Steve Jobs was fond of an old Henry Ford quote that goes: "If I'd asked customers what they wanted, they would have told me, 'A faster horse!'"
The point, Jobs said, was that people don't know what they want unless they see it. The late Apple founder famously derided market research, and decided that the company knew best when it came to product design. Build it, and they will come: and pay for it too.
Jobs' single-mindedness inevitably manifested itself in its products. Until his death in 2011, Apple only ever produced one model of the iPhone each year. It was not until two years' later that the company diversified the line. It introduced the cut-price, plastic-shelled iPhone 5C alongside its premium sibling, the 5S.
Today, that simplicity is gone. On Wednesday, Apple unveiled a complex, arguably confusing array of three new iPhones with different screen sizes, features and prices.
The iPhones XR, XS and XS Max are an eclectic mix. The XS is the smallest of the three, yet is more expensive than the bigger-screen iPhone XR. At first glance, all three look similar, but the XR misses out on some features of the other two: its screen has a lower resolution and it lacks the dual-camera system of its more expensive companions.
Naming conventions have made the line-up stranger still: The X is a Roman numeral, pronounced "ten", while the supplementary S and R are merely letters, and stand for nothing in particular.
To revisit Henry Ford, picking an iPhone has become almost as complicated as buying a car, with multiple variants of the same model. Woe betide the shopper wandering into Carphone Warehouse merely wanting to buy the new iPhone.
This is Tim Cook's Apple. The company is now sprawling, and for all its polish, complicated. A glance at its website now shows seven different models of iPhone on sale, for between $829 NZD and $2799 NZD and every point in between.
Whereas Apple used to tell customers what they wanted, a better representation of its philosophy might now be "give customers every possible option".
It is difficult to imagine the iPhone XR, in particular, existing in Steve Jobs' Apple. It is a compromise device, created with cheaper components seemingly to hit a particular market segment that has been identified as unserved by the rest of Apple's lineup.
"Apple is doing what it does best: incrementally improving hardware and providing a carefully segmented portfolio that provides consumers options across a wide range of price points," said Geoff Blaber, an analyst at CCS Insight.
None of this is to say Cook's Apple is going down the wrong path. Since it started diversifying the iPhone lineup in 2013, sales have soared.
On Wednesday, Cook said that Apple was close to selling its two-billionth device running iOS - the software that runs on the iPhone and iPad. More than three quarters of those have been sold during Cook's seven years running Apple.
Under his leadership, Apple has broken the record for the biggest ever quarterly profit three times, and become the world's first company worth one trillion dollars.
That has been the result of playing a different game. Apple is a less exclusive club than it used to be. Its line of products extends far beyond what it used to, with headphones, smartwatches and home speakers, and different lines of iPad and laptop.
That creates more holes for magic to seep out of.

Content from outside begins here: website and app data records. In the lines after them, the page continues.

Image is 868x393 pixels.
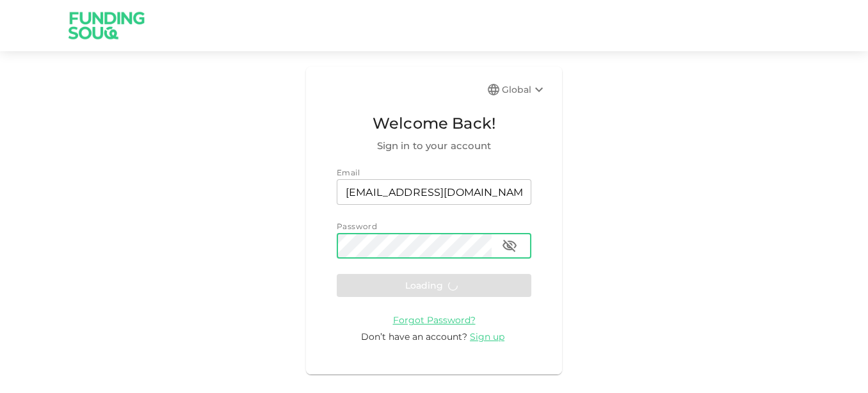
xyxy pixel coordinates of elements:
[502,82,547,97] div: Global
[337,179,531,205] input: email
[337,233,491,259] input: password
[361,331,468,343] span: Don’t have an account?
[393,314,475,326] a: Forgot Password?
[393,315,475,326] span: Forgot Password?
[337,168,360,178] span: Email
[337,139,531,154] span: Sign in to your account
[470,331,504,343] span: Sign up
[337,222,377,231] span: Password
[337,111,531,136] span: Welcome Back!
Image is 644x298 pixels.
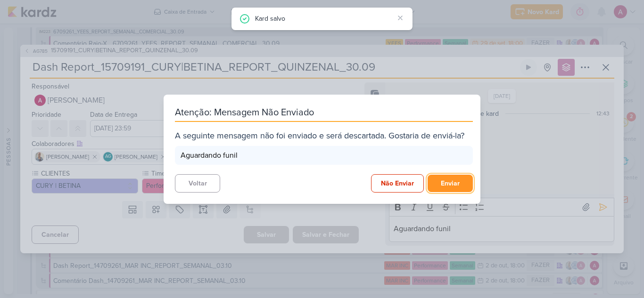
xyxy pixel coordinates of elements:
[255,13,394,24] div: Kard salvo
[427,175,473,192] button: Enviar
[181,149,467,161] p: Aguardando funil
[175,130,473,143] div: A seguinte mensagem não foi enviado e será descartada. Gostaria de enviá-la?
[371,175,423,193] button: Não Enviar
[175,106,473,122] div: Atenção: Mensagem Não Enviado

Last year, when Apple announced its HomePod speaker, Cook promised it before Christmas. At the eleventh hour, it was delayed until February.
A year ago, the company announced a device called AirPower, a mat that would be able to wirelessly charge several Apple products at once. It has still not gone on sale, and there was no mention of it at Wednesday's launch event.
When Apple's AirPod headphones were announced two years ago, it took months for them to come on sale, and they then faced months of supply shortages. It has not been ignored that product delays have increased under Cook, who was once touted as the master of the supply chain.
This has all provided ammunition for the common criticism that Apple has lost some of its aura of invincibility under Cook. A more realistic explanation is that the world he is navigating is more complicated than the one in Jobs' day, and Apple has bent to it, rather than bending the world.
Tim Cook's Apple may be more complicated, and more vulnerable to critics. But it is also worth a trillion dolllars.